Name: C. Bryan Dawson ᏣᎵ ᏓᏐᏂ, Cherokee
Discipline: Theoretical Mathematics
University/Year: University of North Texas, 1992
Current Position: University Professor of Mathematics, Union University
Research Interests:
Bio:
Bryan Dawson was born in the Texas panhandle and raised in a small town in southeastern Kansas. After attending nearby Pittsburg (Kansas) State University, he studied functional analysis at the University of North Texas, completing a PhD in 1992. In 2013 Bryan began working in nonstandard calculus, culminating in the book Calculus Set Free: Infinitesimals to the Rescue, Oxford University Press, https://global.oup.com/academic/product/calculus-set-free-9780192895608?lang=en&cc=us# , available late 2021 in the UK and early 2022 in the US. Bryan and his wife Martha, who is also a Cherokee Nation citizen, have three grown children.
A personal story: Some journeys take generations. My paternal grandfather, born in Indian Territory in 1898, had formal education only through the eighth grade (as did all but one of my grandparents). He was a sharecropper, leasing the same land year by year for nearly four decades. Someone once asked him why he never purchased land of his own. His reply was that if he purchased land he could leave a legacy for one of his children; if he instead spent that money for college educations, he could leave a legacy for all five of his children. My father majored in mathematics and then enriched my mathematical education enough as a child to instill a curiosity that led to an academic career. In addition to passing that legacy on to my own children, it is my privilege as a professor to help other families build their legacies. What a blessing!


● WHAT TO DO: The listing below needs to be copied in full, exactly.

● RECORD SET:
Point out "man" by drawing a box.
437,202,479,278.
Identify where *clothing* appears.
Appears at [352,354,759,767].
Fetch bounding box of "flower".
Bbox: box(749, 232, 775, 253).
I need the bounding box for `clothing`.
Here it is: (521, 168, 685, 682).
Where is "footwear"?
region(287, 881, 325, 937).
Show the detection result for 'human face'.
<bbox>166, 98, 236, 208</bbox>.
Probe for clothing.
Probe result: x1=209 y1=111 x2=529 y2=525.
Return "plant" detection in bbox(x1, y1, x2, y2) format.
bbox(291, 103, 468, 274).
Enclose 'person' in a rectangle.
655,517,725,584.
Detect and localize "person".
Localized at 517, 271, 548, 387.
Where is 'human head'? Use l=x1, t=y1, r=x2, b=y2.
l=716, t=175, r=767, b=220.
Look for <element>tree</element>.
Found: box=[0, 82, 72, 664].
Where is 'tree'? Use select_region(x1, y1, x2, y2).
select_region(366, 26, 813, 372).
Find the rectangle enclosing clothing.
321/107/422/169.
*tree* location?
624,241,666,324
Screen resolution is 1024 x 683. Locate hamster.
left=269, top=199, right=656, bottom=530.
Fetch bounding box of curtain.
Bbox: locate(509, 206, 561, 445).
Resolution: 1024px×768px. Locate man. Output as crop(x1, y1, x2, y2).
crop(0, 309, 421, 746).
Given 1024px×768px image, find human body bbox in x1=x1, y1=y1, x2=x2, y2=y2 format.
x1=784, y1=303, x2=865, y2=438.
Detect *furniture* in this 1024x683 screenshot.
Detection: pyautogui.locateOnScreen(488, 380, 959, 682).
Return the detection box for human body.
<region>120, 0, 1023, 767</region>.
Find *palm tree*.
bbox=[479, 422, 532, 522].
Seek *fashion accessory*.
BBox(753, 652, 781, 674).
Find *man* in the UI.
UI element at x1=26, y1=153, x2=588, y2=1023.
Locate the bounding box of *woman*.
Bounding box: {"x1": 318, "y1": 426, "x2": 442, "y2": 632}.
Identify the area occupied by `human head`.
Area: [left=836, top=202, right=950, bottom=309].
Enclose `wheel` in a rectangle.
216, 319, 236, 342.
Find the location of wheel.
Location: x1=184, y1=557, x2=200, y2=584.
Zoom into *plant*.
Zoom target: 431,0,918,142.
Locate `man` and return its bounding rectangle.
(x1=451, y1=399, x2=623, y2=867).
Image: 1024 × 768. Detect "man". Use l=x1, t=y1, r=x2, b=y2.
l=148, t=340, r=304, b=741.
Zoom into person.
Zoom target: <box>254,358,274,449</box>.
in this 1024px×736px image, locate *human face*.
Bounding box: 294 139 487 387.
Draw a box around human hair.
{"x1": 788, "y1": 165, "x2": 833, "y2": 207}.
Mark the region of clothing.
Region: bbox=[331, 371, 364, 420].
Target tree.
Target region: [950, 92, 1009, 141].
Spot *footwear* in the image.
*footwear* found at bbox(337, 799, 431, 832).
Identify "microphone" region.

● SOLUTION FOR THIS TASK:
Point out "man" by drawing a box.
437,202,479,278.
Identify where *clothing* appears.
Appears at [352,354,759,767].
Fetch bounding box of "flower".
Bbox: box(749, 232, 775, 253).
I need the bounding box for `clothing`.
Here it is: (521, 168, 685, 682).
Where is "footwear"?
region(287, 881, 325, 937).
Show the detection result for 'human face'.
<bbox>166, 98, 236, 208</bbox>.
Probe for clothing.
Probe result: x1=209 y1=111 x2=529 y2=525.
Return "plant" detection in bbox(x1, y1, x2, y2) format.
bbox(291, 103, 468, 274).
Enclose 'person' in a rectangle.
655,517,725,584.
Detect and localize "person".
Localized at 517, 271, 548, 387.
Where is 'human head'? Use l=x1, t=y1, r=x2, b=y2.
l=716, t=175, r=767, b=220.
Look for <element>tree</element>.
Found: box=[0, 82, 72, 664].
Where is 'tree'? Use select_region(x1, y1, x2, y2).
select_region(366, 26, 813, 372).
Find the rectangle enclosing clothing.
321/107/422/169.
*tree* location?
624,241,666,324
Screen resolution is 1024 x 683. Locate hamster.
left=269, top=199, right=656, bottom=530.
Fetch bounding box of curtain.
Bbox: locate(509, 206, 561, 445).
Resolution: 1024px×768px. Locate man. Output as crop(x1, y1, x2, y2).
crop(0, 309, 421, 746).
Given 1024px×768px image, find human body bbox in x1=x1, y1=y1, x2=x2, y2=y2 format.
x1=784, y1=303, x2=865, y2=438.
Detect *furniture* in this 1024x683 screenshot.
Detection: pyautogui.locateOnScreen(488, 380, 959, 682).
Return the detection box for human body.
<region>120, 0, 1023, 767</region>.
Find *palm tree*.
bbox=[479, 422, 532, 522].
Seek *fashion accessory*.
BBox(753, 652, 781, 674).
Find *man* in the UI.
UI element at x1=26, y1=153, x2=588, y2=1023.
Locate the bounding box of *woman*.
Bounding box: {"x1": 318, "y1": 426, "x2": 442, "y2": 632}.
Identify the area occupied by `human head`.
Area: [left=836, top=202, right=950, bottom=309].
Enclose `wheel` in a rectangle.
216, 319, 236, 342.
Find the location of wheel.
Location: x1=184, y1=557, x2=200, y2=584.
Zoom into *plant*.
Zoom target: 431,0,918,142.
Locate `man` and return its bounding rectangle.
(x1=451, y1=399, x2=623, y2=867).
Image: 1024 × 768. Detect "man". Use l=x1, t=y1, r=x2, b=y2.
l=148, t=340, r=304, b=741.
Zoom into person.
Zoom target: <box>254,358,274,449</box>.
in this 1024px×736px image, locate *human face*.
Bounding box: 294 139 487 387.
Draw a box around human hair.
{"x1": 788, "y1": 165, "x2": 833, "y2": 207}.
Mark the region of clothing.
Region: bbox=[331, 371, 364, 420].
Target tree.
Target region: [950, 92, 1009, 141].
Spot *footwear* in the image.
*footwear* found at bbox(337, 799, 431, 832).
Identify "microphone" region.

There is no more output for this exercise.